The trick of course, as Ken said, is to judiciously (or have a friend that works at the cable company come over one night for some beer and his DB meter) keep track of normalization. You always want to assume that whatever signal strength Dish, the cable company, Apple etc, decided to output from their equipment is meant to be delivered to your final equipment. So if you used 2 splitters to get a cable to your TV you are now -6db down or 1/4 of the original signal strength.
What I do is whatever he reads direct from the disconnected cable in signal strength I normalize to zero (0) db in my system. That's of course a baseline I use in my head. For all intents and purposes I mark that cable end as 0 db. I then have a lower powered amp that brings the baseline up +10db for starters. Then for every splitter I have stickers after then on the cables that tell me that I'm at +7 , +4, etc. When I get to - something I'll insert a high end (from Worthington Distribution) very low noise 15db amp (never above as they distort above 15db) then add the +15 to whatever is coming in. So if I had -3 coming in, now I have +12 coming out and keep track again. I never allow any final outbound terminating feeds to drop below +3 or +9db.
I use +3 for any runs from the basement to the basement or 1st floor.
+6 for further runs like to the back screened in porch or the outlet on the patio
+9 goes up to the 2nd floor (much longer runs), and it it look overdriven simple 3db or 6db drop inserts brings the signal down to normalized quality again.
I use RG6 dual for short runs and to runs for small non-HD sets like Kitchen, porch, laundry room, etc.
Dual Quad shielded RG6 for all runs to the 'real HDTV's'
So I'm always at +just-a-little-sometime at the back of every consuming device. Easy to shed signal at that point.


• About this exercise:
Pictures should not appear in the copy; the records themselves must be written out exactly.

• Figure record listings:

- - -

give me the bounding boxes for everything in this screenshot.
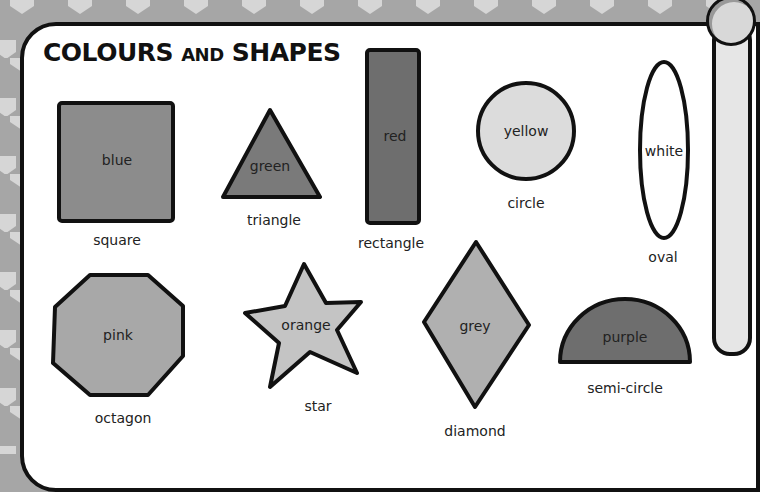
shape-label-octagon: octagon	[95, 410, 152, 426]
color-label-purple: purple	[603, 329, 648, 345]
shape-label-rectangle: rectangle	[358, 235, 424, 251]
shape-label-triangle: triangle	[247, 212, 301, 228]
shape-label-oval: oval	[648, 249, 677, 265]
shape-label-square: square	[93, 232, 141, 248]
triangle-shape	[223, 110, 320, 197]
shape-label-diamond: diamond	[444, 423, 505, 439]
color-label-orange: orange	[281, 317, 330, 333]
color-label-yellow: yellow	[504, 123, 549, 139]
color-label-grey: grey	[459, 318, 490, 334]
color-label-green: green	[250, 158, 290, 174]
shape-label-semi-circle: semi-circle	[587, 380, 663, 396]
shape-label-circle: circle	[507, 195, 544, 211]
shape-label-star: star	[304, 398, 331, 414]
color-label-red: red	[384, 128, 407, 144]
color-label-blue: blue	[102, 152, 132, 168]
color-label-pink: pink	[103, 327, 133, 343]
color-label-white: white	[645, 143, 683, 159]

- - -

• Task response:
give me the bounding boxes for everything in this screenshot.
shape-label-octagon: octagon	[95, 410, 152, 426]
color-label-purple: purple	[603, 329, 648, 345]
shape-label-rectangle: rectangle	[358, 235, 424, 251]
shape-label-triangle: triangle	[247, 212, 301, 228]
shape-label-oval: oval	[648, 249, 677, 265]
shape-label-square: square	[93, 232, 141, 248]
triangle-shape	[223, 110, 320, 197]
shape-label-diamond: diamond	[444, 423, 505, 439]
color-label-orange: orange	[281, 317, 330, 333]
color-label-yellow: yellow	[504, 123, 549, 139]
color-label-grey: grey	[459, 318, 490, 334]
color-label-green: green	[250, 158, 290, 174]
shape-label-semi-circle: semi-circle	[587, 380, 663, 396]
shape-label-circle: circle	[507, 195, 544, 211]
shape-label-star: star	[304, 398, 331, 414]
color-label-red: red	[384, 128, 407, 144]
color-label-blue: blue	[102, 152, 132, 168]
color-label-pink: pink	[103, 327, 133, 343]
color-label-white: white	[645, 143, 683, 159]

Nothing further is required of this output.